Lithica · Token Detail
Lithica #5
Each Lithica artwork is composed from traits including mineral type, cut or formation, surface texture, translucency, arrangement style, palette and lighting. The result is a refined, contemporary still-life image blending geological realism with spiritual ambience, perfect for collectors seeking beauty, serenity and premium generative art.

Token information
- Collection
- Lithica
- Token ID
- #5
- Mineral Type
- Jasper
- Formation / Cut
- Raw Cluster
- Palette
- Blush Pink and Gold
- Lighting
- Soft Glow Diffusion
- Backdrop
- Marble Slab
- Rarity
- Common
Owner information
More from Lithica
Other Collections
Chairs




Chairs is a study in sculptural absurdity: a museum-grade exploration of chairs that push beyond functional design into expressive, impractical, and architecturally playful form.
Each work is a hyper‑photorealistic portrait of a chair behaving more like a sculpture: a seat that bends too far, loops into itself, contradicts its own engineering, or performs gestures no practical furniture would ever attempt.
The result is a collection where fine‑art photography meets conceptual design, blurring the boundary between object, artwork, and architectural experiment.
Caustic




Caustic is a study in purity under assault. Minimal geometric forms — circles, squares, bars, planes — placed against soft neutral fields. Perfect shapes eroded by chemical light, corroded edges, pigment burn, structural decay, and caustic dissolution.
Every token is a meditation on tension: order versus breakdown, geometry versus entropy, serenity versus corrosion. A single shape becomes a battlefield for chemical destruction.
Remanence




Remanence is a study of the human face recorded as light over time.
Each work depicts a recognisably human facial form rendered as a sparse spatial point cloud and subjected to long‑exposure spectral recording. Motion across the exposure produces temporal echoes — red‑shift and blue‑shift afterimages that reveal the face at different moments in time.
These are not portraits. They are residual impressions: what remains of form once time, movement, and wavelength have been allowed to interfere.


■ About this task
The listing below is to be transcribed exactly.

■ Information supplied
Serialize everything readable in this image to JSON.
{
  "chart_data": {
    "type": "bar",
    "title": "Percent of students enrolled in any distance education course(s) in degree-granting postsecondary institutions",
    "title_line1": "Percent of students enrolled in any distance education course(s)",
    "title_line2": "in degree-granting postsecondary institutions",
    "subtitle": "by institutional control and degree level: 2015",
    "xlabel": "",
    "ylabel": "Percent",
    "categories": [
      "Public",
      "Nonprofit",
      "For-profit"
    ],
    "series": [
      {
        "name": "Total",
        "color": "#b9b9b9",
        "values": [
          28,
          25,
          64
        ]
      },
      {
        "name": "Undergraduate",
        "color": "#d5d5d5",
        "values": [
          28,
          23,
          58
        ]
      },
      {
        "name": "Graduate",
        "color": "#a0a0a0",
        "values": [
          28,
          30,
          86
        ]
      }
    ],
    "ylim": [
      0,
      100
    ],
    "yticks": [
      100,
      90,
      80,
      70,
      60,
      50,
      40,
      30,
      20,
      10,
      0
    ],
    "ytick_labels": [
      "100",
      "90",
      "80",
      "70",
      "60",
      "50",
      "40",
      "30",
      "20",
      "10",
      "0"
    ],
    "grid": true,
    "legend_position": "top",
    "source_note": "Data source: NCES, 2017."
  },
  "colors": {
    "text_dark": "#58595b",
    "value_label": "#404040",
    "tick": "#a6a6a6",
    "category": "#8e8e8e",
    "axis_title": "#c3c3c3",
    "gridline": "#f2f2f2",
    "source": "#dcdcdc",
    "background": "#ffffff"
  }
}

■ Exercise result
Serialize everything readable in this image to JSON.
{
  "chart_data": {
    "type": "bar",
    "title": "Percent of students enrolled in any distance education course(s) in degree-granting postsecondary institutions",
    "title_line1": "Percent of students enrolled in any distance education course(s)",
    "title_line2": "in degree-granting postsecondary institutions",
    "subtitle": "by institutional control and degree level: 2015",
    "xlabel": "",
    "ylabel": "Percent",
    "categories": [
      "Public",
      "Nonprofit",
      "For-profit"
    ],
    "series": [
      {
        "name": "Total",
        "color": "#b9b9b9",
        "values": [
          28,
          25,
          64
        ]
      },
      {
        "name": "Undergraduate",
        "color": "#d5d5d5",
        "values": [
          28,
          23,
          58
        ]
      },
      {
        "name": "Graduate",
        "color": "#a0a0a0",
        "values": [
          28,
          30,
          86
        ]
      }
    ],
    "ylim": [
      0,
      100
    ],
    "yticks": [
      100,
      90,
      80,
      70,
      60,
      50,
      40,
      30,
      20,
      10,
      0
    ],
    "ytick_labels": [
      "100",
      "90",
      "80",
      "70",
      "60",
      "50",
      "40",
      "30",
      "20",
      "10",
      "0"
    ],
    "grid": true,
    "legend_position": "top",
    "source_note": "Data source: NCES, 2017."
  },
  "colors": {
    "text_dark": "#58595b",
    "value_label": "#404040",
    "tick": "#a6a6a6",
    "category": "#8e8e8e",
    "axis_title": "#c3c3c3",
    "gridline": "#f2f2f2",
    "source": "#dcdcdc",
    "background": "#ffffff"
  }
}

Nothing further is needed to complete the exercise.